GENEVA (AN) — The initial spread of the coronavirus was likely transmitted from bats to humans through another animal and not from an accident in a Chinese lab, a team of World Health Organization-led international and Chinese scientists concluded in a new report released on Tuesday.
The much-anticipated 120-page report provided more details about how COVID-19 was first reported in late 2019 in Wuhan, China, but it did little to advance what is already publicly known about the origins of the virus or to dispel the skepticism among some officials in the United States and other nations about whether China fully cooperated with WHO scientists.
It found that an early outbreak may have occurred at the Huanan Seafood Market in Wuhan, a so-called "wet market" that sells frozen seafood, live domesticated wildlife such as rabbits and bamboo rats, and other food, but that the virus did not necessarily originate there.
But the report is in part based on Chinese scientists' epidemiological and molecular research that was merely reviewed by WHO's international team, according to the report.
In addition, skeptics of the report pointed to the more than 200 Chinese health institutions that entirely ruled out the coronavirus in all of the 92 cases that seemed compatible with it from among 76,253 records of respiratory illnesses in the months just before the cluster of cases in Wuhan was first reported.
"Many of the early cases were associated with the Huanan market, but a similar number of cases were associated with other markets and some were not associated with any markets," the report said.
"Transmission within the wider community in December could account for cases not associated with the Huanan market which, together with the presence of early cases not associated with that market, could suggest that the Huanan market was not the original source of the outbreak," it said. "Other milder cases that were not identified, however, could provide the link between the Huanan market and early cases without an apparent link to the market."
Many of the report's findings are not new. The team of international and Chinese scientists had already told a news conference last month in Wuhan that it suspected the virus jumped from animals to humans, but it could not determine whether there had been an intermediary host such as a bamboo rat or pangolin.
China agreed to the joint WHO-China investigation after months of negotiation. The World Health Assembly, WHO’s governing body, pressured for an investigation last year. Since it began, the pandemic has infected 127 million people and killed 2.7 million people worldwide.
'All hypotheses remain'
WHO Director General Tedros Adhanom Ghebreyesus, along with officials in 14 countries, said on Tuesday that the team was not provided with enough access to what they needed while they visited China.
“The team reports that the first detected case had symptom onset on the 8th of December, 2019. But to understand the earliest cases, scientists would benefit from full access to data, including biological samples from at least September 2019,” Tedros said at a briefing on the report. "In my discussions with the team, they expressed the difficulties they encountered in accessing raw data."
He said he expected future collaborative studies to include "more timely and comprehensive data sharing" so that scientists can better discern what is going on.
"Let me say clearly that as far as WHO is concerned all hypotheses remain on the table," said Tedros. "This report is a very important beginning, but it is not the end. We have not yet found the source of the virus, and we must continue to follow the science and leave no stone unturned as we do."
Significantly, there also were "shared concerns" that China's government held back the team in its search for the truth, according to the governments of Australia, Canada, Czech Republic, Denmark, Estonia, Israel, Japan, Latvia, Lithuania, Norway, Slovenia, South Korea, the United Kingdom and the United States.
The team's report was "significantly delayed and lacked access to complete, original data and samples," the governments said in a joint statement.
"Scientific missions like these should be able to do their work under conditions that produce independent and objective recommendations and findings," they said. "We share these concerns not only for the benefit of learning all we can about the origins of this pandemic, but also to lay a pathway to a timely, transparent, evidence-based process for the next phase of this study as well as for the next health crises."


| Directions for this task |
Your answer should consist of the lines below that hold the word "Probability".

Items listed in a dataset
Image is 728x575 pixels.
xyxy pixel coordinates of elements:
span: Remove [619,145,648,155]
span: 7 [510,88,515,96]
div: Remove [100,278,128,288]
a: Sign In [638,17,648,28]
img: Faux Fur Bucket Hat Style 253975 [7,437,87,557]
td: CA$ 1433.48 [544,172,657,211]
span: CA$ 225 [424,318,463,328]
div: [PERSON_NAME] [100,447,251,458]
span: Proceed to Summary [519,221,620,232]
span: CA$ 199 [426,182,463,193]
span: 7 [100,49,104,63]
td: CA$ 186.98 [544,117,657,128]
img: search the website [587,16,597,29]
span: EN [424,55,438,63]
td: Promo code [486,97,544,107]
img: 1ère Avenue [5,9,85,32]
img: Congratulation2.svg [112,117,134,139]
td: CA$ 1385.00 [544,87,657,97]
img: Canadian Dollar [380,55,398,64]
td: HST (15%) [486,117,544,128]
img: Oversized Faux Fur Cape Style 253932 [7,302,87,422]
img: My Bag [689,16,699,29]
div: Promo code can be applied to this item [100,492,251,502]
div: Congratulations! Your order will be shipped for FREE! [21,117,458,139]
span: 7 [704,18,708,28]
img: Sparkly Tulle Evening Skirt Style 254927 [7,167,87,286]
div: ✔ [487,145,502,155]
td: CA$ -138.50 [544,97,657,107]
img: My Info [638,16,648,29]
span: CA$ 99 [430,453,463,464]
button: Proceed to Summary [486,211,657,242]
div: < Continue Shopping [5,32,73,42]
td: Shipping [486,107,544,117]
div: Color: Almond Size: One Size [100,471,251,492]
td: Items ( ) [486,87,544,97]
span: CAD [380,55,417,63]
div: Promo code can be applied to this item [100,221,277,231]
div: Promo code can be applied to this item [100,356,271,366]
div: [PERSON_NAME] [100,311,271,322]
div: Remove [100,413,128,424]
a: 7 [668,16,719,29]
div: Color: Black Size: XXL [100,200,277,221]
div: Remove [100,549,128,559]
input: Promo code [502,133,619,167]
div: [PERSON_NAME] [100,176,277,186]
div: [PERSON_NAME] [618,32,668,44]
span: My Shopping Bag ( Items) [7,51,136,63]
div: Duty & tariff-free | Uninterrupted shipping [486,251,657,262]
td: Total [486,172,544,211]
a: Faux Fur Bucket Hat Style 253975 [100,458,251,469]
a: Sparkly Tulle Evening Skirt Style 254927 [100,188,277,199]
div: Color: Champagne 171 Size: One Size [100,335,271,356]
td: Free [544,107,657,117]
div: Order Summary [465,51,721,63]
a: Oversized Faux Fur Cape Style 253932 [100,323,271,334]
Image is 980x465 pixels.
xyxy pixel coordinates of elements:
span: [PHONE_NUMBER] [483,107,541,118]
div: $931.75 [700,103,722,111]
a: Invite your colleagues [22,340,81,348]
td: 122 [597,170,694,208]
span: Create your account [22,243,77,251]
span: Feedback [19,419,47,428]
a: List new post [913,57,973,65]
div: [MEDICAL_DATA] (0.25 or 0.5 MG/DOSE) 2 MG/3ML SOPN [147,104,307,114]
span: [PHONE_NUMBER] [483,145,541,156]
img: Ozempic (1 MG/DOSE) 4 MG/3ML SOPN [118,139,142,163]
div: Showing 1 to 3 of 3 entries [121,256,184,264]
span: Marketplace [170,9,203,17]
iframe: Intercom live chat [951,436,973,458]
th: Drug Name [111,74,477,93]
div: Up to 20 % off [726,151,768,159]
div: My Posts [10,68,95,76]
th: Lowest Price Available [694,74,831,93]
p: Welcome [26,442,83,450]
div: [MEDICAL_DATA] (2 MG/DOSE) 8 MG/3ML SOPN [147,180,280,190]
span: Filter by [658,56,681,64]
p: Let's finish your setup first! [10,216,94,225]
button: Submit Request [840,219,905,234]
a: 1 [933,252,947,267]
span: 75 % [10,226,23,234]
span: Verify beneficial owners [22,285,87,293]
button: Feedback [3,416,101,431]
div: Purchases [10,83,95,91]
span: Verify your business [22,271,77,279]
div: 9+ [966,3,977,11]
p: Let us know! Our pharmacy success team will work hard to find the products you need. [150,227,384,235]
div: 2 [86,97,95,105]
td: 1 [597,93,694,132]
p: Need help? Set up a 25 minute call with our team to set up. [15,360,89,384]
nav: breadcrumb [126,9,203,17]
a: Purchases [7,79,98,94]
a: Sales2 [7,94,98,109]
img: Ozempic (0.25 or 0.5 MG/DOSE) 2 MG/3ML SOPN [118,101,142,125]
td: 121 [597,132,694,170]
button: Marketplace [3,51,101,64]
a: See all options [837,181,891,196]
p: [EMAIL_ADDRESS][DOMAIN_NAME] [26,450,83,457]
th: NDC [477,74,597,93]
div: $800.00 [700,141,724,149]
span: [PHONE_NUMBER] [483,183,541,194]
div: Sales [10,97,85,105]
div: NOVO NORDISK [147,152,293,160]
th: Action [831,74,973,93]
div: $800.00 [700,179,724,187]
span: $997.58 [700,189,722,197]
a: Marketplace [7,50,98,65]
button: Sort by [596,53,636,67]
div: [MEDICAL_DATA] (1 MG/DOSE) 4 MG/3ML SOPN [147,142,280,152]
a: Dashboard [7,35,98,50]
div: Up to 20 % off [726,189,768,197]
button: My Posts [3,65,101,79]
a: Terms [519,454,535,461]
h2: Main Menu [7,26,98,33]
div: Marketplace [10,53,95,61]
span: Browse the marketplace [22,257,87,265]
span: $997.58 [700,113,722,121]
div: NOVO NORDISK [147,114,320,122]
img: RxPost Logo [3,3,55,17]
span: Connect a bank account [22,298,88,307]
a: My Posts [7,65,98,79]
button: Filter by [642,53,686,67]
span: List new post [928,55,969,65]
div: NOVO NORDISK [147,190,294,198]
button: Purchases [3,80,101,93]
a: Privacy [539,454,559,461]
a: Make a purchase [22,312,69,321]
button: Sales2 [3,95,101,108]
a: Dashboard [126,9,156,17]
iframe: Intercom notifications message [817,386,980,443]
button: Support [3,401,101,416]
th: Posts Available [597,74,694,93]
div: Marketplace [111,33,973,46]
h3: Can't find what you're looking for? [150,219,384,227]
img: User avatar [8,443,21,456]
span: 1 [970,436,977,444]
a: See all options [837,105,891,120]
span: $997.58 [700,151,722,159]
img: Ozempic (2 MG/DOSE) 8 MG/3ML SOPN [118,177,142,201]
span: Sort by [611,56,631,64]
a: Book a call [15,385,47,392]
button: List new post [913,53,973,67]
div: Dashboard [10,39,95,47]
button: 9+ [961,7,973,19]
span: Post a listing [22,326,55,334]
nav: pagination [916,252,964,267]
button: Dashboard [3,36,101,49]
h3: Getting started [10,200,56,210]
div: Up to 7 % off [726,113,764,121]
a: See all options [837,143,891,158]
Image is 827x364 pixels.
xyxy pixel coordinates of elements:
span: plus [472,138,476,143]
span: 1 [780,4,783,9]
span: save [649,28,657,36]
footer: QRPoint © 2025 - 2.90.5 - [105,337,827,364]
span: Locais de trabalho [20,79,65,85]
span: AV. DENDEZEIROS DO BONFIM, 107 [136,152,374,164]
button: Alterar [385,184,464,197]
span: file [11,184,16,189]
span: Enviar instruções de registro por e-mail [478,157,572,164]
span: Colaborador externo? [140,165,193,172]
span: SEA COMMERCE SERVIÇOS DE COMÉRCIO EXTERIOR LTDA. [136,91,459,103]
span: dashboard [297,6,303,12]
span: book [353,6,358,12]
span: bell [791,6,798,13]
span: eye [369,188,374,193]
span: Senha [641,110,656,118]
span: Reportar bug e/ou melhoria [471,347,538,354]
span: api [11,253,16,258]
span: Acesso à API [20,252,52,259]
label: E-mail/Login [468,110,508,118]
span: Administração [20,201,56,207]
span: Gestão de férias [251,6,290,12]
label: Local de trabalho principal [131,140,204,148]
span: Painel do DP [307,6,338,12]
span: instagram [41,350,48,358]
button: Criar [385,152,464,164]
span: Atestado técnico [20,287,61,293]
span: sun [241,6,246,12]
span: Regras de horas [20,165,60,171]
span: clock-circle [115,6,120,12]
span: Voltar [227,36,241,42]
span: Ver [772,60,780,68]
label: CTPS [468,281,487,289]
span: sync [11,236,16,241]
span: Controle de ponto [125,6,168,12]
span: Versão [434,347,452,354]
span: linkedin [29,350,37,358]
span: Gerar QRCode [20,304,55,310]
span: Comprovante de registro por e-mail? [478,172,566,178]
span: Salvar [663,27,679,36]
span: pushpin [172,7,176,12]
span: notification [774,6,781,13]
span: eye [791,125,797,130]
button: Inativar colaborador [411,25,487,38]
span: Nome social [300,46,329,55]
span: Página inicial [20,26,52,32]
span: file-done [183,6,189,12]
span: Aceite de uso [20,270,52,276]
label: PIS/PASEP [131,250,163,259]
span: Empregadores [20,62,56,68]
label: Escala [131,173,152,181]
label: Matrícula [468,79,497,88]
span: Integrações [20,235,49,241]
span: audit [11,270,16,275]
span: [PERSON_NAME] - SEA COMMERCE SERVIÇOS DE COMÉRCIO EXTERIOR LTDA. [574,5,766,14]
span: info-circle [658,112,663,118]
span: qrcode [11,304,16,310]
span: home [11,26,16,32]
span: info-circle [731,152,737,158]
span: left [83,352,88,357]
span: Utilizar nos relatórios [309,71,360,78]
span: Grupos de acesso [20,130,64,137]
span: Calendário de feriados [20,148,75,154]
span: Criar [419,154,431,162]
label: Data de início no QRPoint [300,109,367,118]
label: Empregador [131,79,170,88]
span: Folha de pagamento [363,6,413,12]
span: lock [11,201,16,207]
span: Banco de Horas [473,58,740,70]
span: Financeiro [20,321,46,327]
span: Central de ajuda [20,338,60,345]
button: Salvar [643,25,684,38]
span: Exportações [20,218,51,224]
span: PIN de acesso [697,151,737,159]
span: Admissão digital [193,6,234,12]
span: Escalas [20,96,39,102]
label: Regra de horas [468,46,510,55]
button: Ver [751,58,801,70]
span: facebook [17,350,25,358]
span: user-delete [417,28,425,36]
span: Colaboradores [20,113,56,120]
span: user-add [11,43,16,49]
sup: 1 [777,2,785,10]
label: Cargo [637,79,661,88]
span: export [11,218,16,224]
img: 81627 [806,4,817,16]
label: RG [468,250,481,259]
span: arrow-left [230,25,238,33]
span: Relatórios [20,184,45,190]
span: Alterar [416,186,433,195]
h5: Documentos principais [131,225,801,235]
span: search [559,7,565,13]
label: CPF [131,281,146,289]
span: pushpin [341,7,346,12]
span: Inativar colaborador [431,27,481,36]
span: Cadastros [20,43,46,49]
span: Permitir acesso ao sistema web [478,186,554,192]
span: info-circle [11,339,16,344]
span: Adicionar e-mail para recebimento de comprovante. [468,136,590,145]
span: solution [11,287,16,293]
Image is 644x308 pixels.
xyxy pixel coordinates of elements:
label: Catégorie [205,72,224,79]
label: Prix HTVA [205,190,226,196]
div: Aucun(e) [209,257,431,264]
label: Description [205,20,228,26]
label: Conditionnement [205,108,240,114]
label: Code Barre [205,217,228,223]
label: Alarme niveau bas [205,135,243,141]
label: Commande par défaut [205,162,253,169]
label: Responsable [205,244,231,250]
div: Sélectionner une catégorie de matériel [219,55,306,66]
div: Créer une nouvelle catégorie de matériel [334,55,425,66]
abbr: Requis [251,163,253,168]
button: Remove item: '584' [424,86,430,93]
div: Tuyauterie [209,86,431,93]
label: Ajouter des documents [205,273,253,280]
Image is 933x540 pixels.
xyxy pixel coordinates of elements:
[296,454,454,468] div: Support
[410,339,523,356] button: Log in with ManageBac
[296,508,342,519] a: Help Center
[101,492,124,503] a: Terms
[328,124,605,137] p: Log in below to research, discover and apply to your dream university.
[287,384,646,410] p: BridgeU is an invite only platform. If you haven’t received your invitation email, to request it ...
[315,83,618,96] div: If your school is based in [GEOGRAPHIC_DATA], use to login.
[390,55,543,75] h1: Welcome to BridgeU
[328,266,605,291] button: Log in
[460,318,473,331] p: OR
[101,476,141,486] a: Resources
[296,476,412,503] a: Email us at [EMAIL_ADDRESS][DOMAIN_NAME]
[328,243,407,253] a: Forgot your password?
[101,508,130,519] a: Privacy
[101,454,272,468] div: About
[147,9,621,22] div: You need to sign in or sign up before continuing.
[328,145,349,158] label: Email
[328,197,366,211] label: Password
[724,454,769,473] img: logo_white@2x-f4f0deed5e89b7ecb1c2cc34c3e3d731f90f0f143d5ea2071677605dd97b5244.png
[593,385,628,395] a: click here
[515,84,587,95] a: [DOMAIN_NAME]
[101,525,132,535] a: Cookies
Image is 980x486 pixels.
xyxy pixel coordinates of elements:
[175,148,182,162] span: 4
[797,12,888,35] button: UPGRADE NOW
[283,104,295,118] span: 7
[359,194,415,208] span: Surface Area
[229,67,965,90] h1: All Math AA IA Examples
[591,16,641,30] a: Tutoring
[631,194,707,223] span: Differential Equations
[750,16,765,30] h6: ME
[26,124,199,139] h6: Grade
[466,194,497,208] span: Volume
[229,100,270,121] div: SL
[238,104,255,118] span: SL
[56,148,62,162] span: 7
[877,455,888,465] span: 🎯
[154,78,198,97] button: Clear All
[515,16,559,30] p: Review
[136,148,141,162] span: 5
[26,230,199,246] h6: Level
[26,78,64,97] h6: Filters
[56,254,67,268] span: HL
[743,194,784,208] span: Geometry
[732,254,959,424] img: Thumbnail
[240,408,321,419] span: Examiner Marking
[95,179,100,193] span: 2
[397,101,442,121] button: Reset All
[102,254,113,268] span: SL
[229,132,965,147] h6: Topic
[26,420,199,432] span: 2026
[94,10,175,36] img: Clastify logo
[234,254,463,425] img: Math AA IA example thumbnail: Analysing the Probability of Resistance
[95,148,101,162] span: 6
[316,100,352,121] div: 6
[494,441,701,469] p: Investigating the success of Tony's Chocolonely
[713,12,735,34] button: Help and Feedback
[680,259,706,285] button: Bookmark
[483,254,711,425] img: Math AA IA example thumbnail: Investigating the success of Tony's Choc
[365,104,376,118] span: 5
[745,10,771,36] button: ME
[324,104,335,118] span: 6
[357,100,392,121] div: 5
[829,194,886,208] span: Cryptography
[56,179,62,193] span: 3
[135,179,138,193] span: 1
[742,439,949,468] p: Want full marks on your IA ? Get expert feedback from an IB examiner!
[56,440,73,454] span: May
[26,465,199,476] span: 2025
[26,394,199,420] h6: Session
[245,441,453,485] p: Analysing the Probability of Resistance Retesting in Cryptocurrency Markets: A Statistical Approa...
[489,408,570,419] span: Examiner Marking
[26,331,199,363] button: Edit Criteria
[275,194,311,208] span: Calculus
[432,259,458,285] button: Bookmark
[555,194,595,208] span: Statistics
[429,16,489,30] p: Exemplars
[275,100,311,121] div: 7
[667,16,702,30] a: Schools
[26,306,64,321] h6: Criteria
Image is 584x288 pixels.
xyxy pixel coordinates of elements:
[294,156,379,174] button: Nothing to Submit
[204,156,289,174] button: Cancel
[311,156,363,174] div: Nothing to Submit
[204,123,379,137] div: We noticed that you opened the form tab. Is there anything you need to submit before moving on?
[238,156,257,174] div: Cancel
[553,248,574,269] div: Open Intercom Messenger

| Completed task |
[234,254,463,425] img: Math AA IA example thumbnail: Analysing the Probability of Resistance
[245,441,453,485] p: Analysing the Probability of Resistance Retesting in Cryptocurrency Markets: A Statistical Approa...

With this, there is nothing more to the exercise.